From PURPA to Purposeful: How Efficiency-as-a-Service Came to Market
June 15, 2017
*PURPA was signed into law by President Jimmy Carter on November 9, 1978
What a long and winding road the energy efficiency market has traveled. From the perch of this exciting moment for efficiency-as-a-service, it is worth looking back at the efficiency milestones of the previous decades to understand just how far we have come. In the early days of energy efficiency, the focus was on conservation and just using less. In the late 1970s, the Public Utility Regulatory Policy Act (PURPA) fostered efficiency in energy production by encouraging non-utility cogeneration and smaller scale renewables. Although PURPA focused on generation, it was a key milestone representing the moment when the marketplace began to value the efficient delivery of energy resources to customers. In the 1980s, utility DSM programs were the name of the game. The ESCO industry emerged to serve these programs and financing for performance contracts soon followed. The 1990s were a time when large private power producers financed generation projects under Power Purchase Agreements (PPAs).
Once PPAs became an established financing tool, they acted as a catalyst to the as-a-service model in the clean energy world in the early 2000s. In particular, around 2005, solar PPAs created an important mind shift for customers who began to buy solar power and not solar panels. Efficiency Service Agreements (ESAs) built on solar PPAs success and began funding efficiency retrofits in 2009. ESAs kicked off the era of energy efficiency (EE) as-a-service and can be credited with the latest mind shift for end users who are now valuing efficiency as a resource by trading negawatts for kilowatts.
Metrus is proud to be a pioneer in the EE financing world. We feel we have benefited from all that has come before us in order to develop a successful financing solution that truly delivers efficiency-as-a-service to all of our customers. We continue to grow with this burgeoning market by integrating the lessons we have learned by developing, financing and operating ESA projects with Fortune 500 firms and institutional energy customers over the past eight years. First and foremost, for customers to gain all the multiple benefits and deep operational savings of efficiency-as-a-service, projects must be pay-for performance and be able to flexibly incorporate a wide range of efficiency measures including water, cogen and traditional ECMs. There is still much to do in order to unlock the full potential of the energy efficiency market.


*What the task asks:*
In the entries that follow, repeat exactly the lines from the one that has "For every button, label, input, icon, or" through the one that has "Decompose this screenshot", but omit pictures.

*Exercise input:*
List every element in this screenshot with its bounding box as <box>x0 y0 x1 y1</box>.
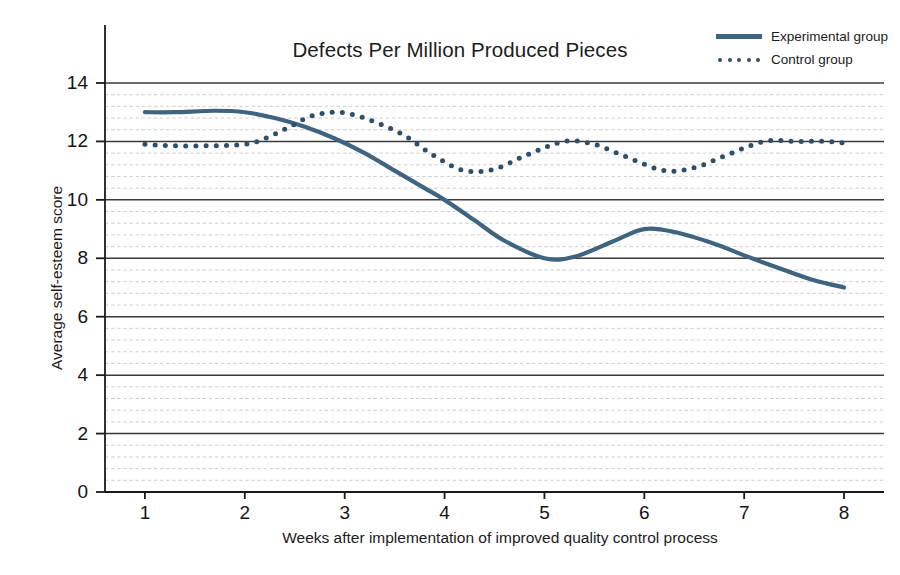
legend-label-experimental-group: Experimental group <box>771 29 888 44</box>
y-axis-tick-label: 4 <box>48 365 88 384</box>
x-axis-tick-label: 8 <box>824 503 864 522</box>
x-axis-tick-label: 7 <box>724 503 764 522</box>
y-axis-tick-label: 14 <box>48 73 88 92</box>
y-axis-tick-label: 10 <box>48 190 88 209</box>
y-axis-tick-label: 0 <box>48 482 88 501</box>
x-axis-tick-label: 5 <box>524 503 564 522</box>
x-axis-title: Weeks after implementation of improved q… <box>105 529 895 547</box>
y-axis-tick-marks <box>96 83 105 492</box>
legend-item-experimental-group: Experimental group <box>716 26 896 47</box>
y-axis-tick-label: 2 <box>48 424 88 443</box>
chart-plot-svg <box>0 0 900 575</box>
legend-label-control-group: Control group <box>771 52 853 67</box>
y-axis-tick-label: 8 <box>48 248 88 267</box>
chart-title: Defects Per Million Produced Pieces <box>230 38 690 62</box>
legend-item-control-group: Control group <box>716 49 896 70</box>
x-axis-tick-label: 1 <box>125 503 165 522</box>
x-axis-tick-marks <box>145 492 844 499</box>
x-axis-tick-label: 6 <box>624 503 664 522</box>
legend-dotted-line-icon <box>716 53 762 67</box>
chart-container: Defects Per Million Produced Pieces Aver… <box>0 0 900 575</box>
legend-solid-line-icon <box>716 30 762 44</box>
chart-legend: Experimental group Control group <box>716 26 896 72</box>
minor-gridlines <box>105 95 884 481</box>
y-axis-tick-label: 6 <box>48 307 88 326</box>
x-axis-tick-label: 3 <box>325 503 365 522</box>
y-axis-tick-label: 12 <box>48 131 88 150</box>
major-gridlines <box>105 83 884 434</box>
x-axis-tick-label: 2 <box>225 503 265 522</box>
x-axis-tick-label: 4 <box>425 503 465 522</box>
==
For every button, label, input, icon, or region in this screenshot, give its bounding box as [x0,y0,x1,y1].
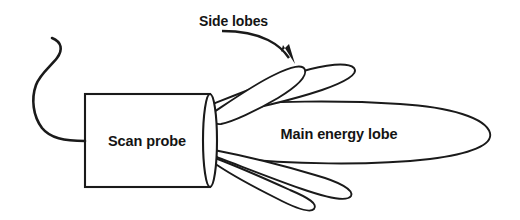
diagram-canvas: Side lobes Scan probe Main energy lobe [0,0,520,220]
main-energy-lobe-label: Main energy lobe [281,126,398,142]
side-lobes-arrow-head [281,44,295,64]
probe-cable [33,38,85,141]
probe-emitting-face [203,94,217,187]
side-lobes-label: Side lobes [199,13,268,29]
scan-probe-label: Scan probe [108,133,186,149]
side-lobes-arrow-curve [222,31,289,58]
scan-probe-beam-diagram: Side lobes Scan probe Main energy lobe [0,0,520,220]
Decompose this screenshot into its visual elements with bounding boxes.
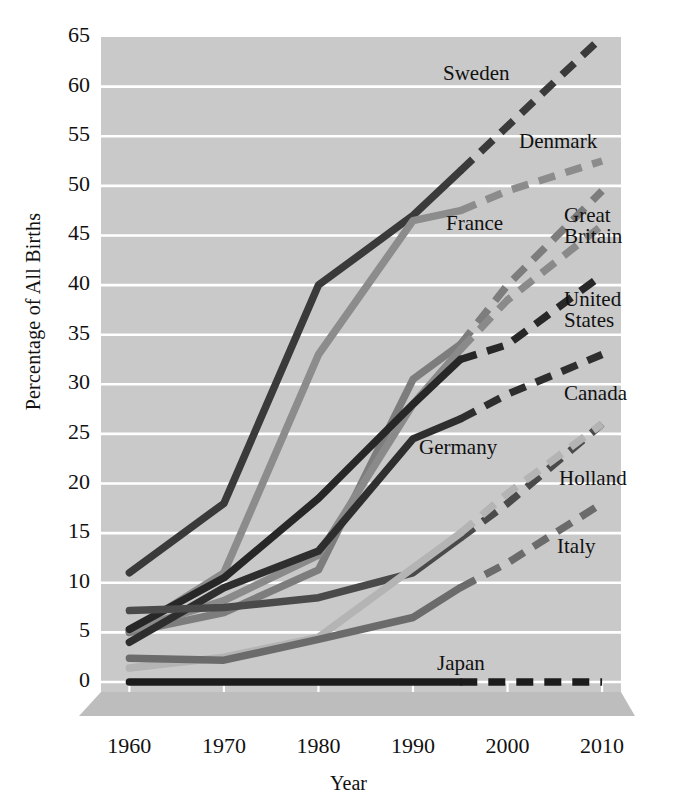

*Response for this exercise:*
For every button, label, input, icon, or region in this screenshot, give its bounding box as [x0,y0,x1,y1].
diagram-canvas: Side lobes Scan probe Main energy lobe [0,0,520,220]
main-energy-lobe-label: Main energy lobe [281,126,398,142]
side-lobes-arrow-head [281,44,295,64]
probe-cable [33,38,85,141]
probe-emitting-face [203,94,217,187]
side-lobes-label: Side lobes [199,13,268,29]
scan-probe-label: Scan probe [108,133,186,149]
side-lobes-arrow-curve [222,31,289,58]
scan-probe-beam-diagram: Side lobes Scan probe Main energy lobe [0,0,520,220]
Decompose this screenshot into its visual elements with bounding boxes.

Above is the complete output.